Although senior government sources denied that he had been given any such role, opposition parties demanded a full explanation from Downing Street. The row follows similar concerns over the status of Lord Levy, Labour's chief fundraiser and Mr Blair's personal envoy in the Middle East.
Mr Mandelson was appointed earlier this year as chairman of the UK-Japan 21st Century Group. Mr Blair wrote in a parliamentary answer that he had appointed his former minister to the post, but Downing Street was later forced to retract the claim. A senior Government source said: "Peter Mandelson was not there in any official or unofficial role. He is not an envoy of the Prime Minister."
But Michael Ancram, the shadow Foreign Secretary, wrote to the Prime Minister to ask what accountability Mr Mandelson would have to Parliament. "The Prime Minister will never learn.

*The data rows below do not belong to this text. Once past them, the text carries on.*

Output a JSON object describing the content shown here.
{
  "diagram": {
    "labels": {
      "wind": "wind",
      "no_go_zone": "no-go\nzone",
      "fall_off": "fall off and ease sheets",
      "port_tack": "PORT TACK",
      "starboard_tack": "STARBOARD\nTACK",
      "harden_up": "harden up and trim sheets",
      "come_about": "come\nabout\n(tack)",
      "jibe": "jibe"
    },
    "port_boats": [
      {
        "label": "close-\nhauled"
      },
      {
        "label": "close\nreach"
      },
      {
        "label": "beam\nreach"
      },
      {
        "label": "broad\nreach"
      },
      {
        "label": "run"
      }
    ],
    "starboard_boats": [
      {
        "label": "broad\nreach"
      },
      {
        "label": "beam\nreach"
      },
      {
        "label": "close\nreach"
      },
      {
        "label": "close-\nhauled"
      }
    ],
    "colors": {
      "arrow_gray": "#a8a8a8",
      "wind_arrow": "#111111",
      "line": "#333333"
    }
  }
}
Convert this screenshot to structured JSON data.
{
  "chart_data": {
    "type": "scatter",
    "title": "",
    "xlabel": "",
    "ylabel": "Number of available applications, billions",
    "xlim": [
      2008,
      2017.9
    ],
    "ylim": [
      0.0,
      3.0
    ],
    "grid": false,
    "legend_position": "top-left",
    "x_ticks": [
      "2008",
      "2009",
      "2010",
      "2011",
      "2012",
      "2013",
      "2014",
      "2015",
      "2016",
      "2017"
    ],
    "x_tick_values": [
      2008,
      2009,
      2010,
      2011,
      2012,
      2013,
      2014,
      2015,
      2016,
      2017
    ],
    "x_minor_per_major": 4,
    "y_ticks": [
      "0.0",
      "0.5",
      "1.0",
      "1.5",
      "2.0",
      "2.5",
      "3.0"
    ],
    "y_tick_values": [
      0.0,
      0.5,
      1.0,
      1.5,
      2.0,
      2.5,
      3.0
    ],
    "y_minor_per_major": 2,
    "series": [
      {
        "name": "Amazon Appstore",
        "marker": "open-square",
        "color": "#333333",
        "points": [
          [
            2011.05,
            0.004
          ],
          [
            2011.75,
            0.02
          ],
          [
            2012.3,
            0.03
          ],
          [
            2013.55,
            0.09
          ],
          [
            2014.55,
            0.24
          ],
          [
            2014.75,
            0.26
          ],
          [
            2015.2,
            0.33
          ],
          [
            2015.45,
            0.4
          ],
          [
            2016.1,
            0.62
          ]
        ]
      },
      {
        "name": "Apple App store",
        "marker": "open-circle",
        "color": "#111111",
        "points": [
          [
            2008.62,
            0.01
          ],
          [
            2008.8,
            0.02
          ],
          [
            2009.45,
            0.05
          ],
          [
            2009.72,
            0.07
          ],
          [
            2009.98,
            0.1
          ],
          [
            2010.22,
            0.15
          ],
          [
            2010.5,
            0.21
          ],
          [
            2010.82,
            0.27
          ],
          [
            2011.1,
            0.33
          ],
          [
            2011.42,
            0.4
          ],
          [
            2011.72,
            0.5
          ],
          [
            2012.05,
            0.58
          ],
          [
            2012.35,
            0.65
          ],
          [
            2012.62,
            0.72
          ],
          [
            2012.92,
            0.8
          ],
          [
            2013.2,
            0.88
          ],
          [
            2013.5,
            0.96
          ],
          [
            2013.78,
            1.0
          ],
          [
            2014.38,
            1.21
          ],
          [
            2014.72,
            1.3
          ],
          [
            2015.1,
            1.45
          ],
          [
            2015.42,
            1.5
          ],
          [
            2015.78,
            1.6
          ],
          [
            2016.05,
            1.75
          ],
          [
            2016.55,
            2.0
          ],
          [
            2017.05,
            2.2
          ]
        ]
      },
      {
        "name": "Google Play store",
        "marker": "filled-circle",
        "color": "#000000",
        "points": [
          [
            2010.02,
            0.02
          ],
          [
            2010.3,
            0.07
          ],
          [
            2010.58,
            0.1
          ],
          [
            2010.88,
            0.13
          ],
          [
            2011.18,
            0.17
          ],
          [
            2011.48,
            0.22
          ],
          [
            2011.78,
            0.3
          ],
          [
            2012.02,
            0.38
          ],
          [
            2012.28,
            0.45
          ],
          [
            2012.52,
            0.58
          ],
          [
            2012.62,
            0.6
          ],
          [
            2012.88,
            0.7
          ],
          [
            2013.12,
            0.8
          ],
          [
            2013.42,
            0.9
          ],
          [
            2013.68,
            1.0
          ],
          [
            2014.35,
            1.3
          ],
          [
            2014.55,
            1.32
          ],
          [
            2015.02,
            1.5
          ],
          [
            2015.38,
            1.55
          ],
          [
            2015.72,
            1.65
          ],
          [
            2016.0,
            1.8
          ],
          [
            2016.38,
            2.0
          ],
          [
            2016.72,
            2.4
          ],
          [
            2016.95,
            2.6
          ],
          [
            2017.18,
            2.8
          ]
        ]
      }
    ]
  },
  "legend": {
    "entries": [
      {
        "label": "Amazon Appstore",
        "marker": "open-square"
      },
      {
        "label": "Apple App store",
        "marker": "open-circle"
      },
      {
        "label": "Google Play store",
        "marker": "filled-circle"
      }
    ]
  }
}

Here's a man forced out twice from ministerial positions for his behaviour, now acting as a special emissary in the Far East," he said. "Many will take this as confirmation that only Tony's cronies are eligible for such high-ranking Foreign Office roles."
Norman Baker, the Liberal Democrat MP for Lewes who precipitated Mr Mandelson's second cabinet resignation, called for an inquiry into his UK-Japan role earlier this year. "The Foreign Office website has let the cat out of the bag. If the Prime Minister wants to appoint people to represent him then that is his right, but let's have Peter Mandelson answer questions in the Commons as to exactly what he is doing." It was "unhelpful" to have a parallel arrangement in which Downing Street appointees cut across the work of the Foreign Office, he said.